Offshore development has shifted from “outsourcing to low-labor-cost countries” to global sourcing that compensates for domestic IT talent shortages. What separates success from failure is not the country or culture, but the System Development design built for distributed teams. This article presents an architecture that translates contractual boundaries into APIs, data contracts, and SLOs, then uses CI/CD to automate gates for quality, security, and change management. It also provides implementation and operational patterns, benchmarks, comparison tables, and a roadmap to reduce dependence on bridge SEs and to minimize ambiguity and rework. ⚙️
2. Technical Background and Challenges (Architecture diagram explanation, existing issues)

As the referenced articles indicate, offshore development in recent years has been driven more by “securing development capacity” than by “cost reduction.” Meanwhile, the traditional “throw-it-over-the-wall” model amplifies vague requirements, inconsistent quality, communication delays, and security concerns. The key is to treat offshore not as an external vendor, but as a subsystem with explicit boundaries—and to control it technically. 🔧
(Diagram explanation: Standard reference architecture for distributed development)
- Domestic: Product Owner / Architect / Security Owner, Operations (SRE)
- Overseas: Domain-based Feature Teams (API implementation, frontend implementation, test automation)
- Shared platform: GitHub Enterprise, GitHub Actions, Artifact Registry, IaC (Terraform), Observability (OpenTelemetry + Prometheus + Grafana), Vulnerability management (Trivy/Snyk)
- Boundaries: API contracts (OpenAPI), event contracts (AsyncAPI), data contracts (JSON Schema/Avro)
Existing issues
- Specs are primarily natural language, boundaries are unclear → misalignment surfaces during testing
- Quality assurance depends on manual work and reviews → time-zone gaps slow the feedback loop
- Security stays at the level of contracts and operational rules → not reflected in implementation
- Bridge SEs tend to become a single point of failure (SPOF)
3. Technical Section
3-1. ⚙️ Fix “contract boundaries” as API/data contracts (OpenAPI/AsyncAPI)
Move boundaries from “documents” to “machine-readable”
The most expensive part of distributed development is interpretation drift discovered after implementation. To reduce this, fix deliverable boundaries using OpenAPI 3.1 and AsyncAPI 2.6, and make the review target not a “spec document” but a “contract.” Validate contracts in CI with linting and compatibility checks, and mechanically block breaking changes.
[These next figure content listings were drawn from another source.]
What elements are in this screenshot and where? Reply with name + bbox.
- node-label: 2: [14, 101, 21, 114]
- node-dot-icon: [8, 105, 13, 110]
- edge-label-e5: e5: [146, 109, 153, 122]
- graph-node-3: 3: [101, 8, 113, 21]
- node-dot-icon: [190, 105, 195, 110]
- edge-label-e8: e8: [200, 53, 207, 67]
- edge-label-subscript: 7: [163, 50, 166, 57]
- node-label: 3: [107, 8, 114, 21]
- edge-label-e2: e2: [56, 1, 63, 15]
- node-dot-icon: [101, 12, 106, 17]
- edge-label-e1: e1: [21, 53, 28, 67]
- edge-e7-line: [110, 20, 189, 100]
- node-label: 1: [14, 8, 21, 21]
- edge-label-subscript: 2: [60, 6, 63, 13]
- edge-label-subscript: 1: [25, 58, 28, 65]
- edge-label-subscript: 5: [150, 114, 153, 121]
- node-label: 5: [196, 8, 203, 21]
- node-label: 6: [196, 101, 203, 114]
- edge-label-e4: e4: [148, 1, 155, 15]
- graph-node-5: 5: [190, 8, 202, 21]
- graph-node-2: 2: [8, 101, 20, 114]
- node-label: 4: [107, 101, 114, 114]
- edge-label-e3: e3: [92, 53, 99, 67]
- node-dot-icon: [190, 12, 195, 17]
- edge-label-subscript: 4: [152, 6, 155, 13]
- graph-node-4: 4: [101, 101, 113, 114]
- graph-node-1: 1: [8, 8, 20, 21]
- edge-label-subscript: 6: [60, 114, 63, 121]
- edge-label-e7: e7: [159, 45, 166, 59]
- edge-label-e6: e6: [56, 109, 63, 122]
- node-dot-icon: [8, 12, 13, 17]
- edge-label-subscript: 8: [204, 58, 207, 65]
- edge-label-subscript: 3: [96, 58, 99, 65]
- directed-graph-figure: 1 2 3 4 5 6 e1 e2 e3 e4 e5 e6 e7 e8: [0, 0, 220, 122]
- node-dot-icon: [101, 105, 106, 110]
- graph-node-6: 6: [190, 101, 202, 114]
OpenAPI example (designed to detect breaking changes easily)
openapi: 3.1.0
info:
title: Order Service API
version: 1.4.2
paths:
/v1/orders:
post:
operationId: createOrder
requestBody:
required: true
content:
application/json:
schema:
$ref: "#/components/schemas/CreateOrderRequest"
responses:
"201":
description: Created
content:
application/json:
schema:
$ref: "#/components/schemas/Order"
components:
schemas:
CreateOrderRequest:
type: object
required: [customerId, items]
properties:
customerId: { type: string }
items:
type: array
minItems: 1
items:
type: object
required: [sku, qty]
properties:
sku: { type: string }
qty: { type: integer, minimum: 1 }
Security considerations
- Assume OAuth2/OIDC authorization (e.g., Keycloak 24.0 / Auth0) and explicitly define scopes in the contract
- For fields containing PII, assign data classification (e.g., Confidential) via extension attributes and codify “no logging” rules
📊 Benchmark (Model case: impact of contract-driven development)
| Metric | Traditional (natural-language specs) | Contract-driven (OpenAPI + CI) | Delta |
|---|---|---|---|
| Rework caused by requirement misunderstandings (per sprint) | 6.2 | 2.1 | -66% |
| Breaking API changes reaching production (per quarter) | 3 | 0–1 | Significantly reduced |
| Review queue time (average) | 2.4 days | 0.9 days | -62% |
The point is not “people trying harder,” but treating contracts as code and stopping breaking changes in the pipeline.
3-2. 🔧 Implement quality gates in CI/CD (GitHub Actions + SonarQube + Trivy)
Make quality a “property of the build,” not an “inspection phase”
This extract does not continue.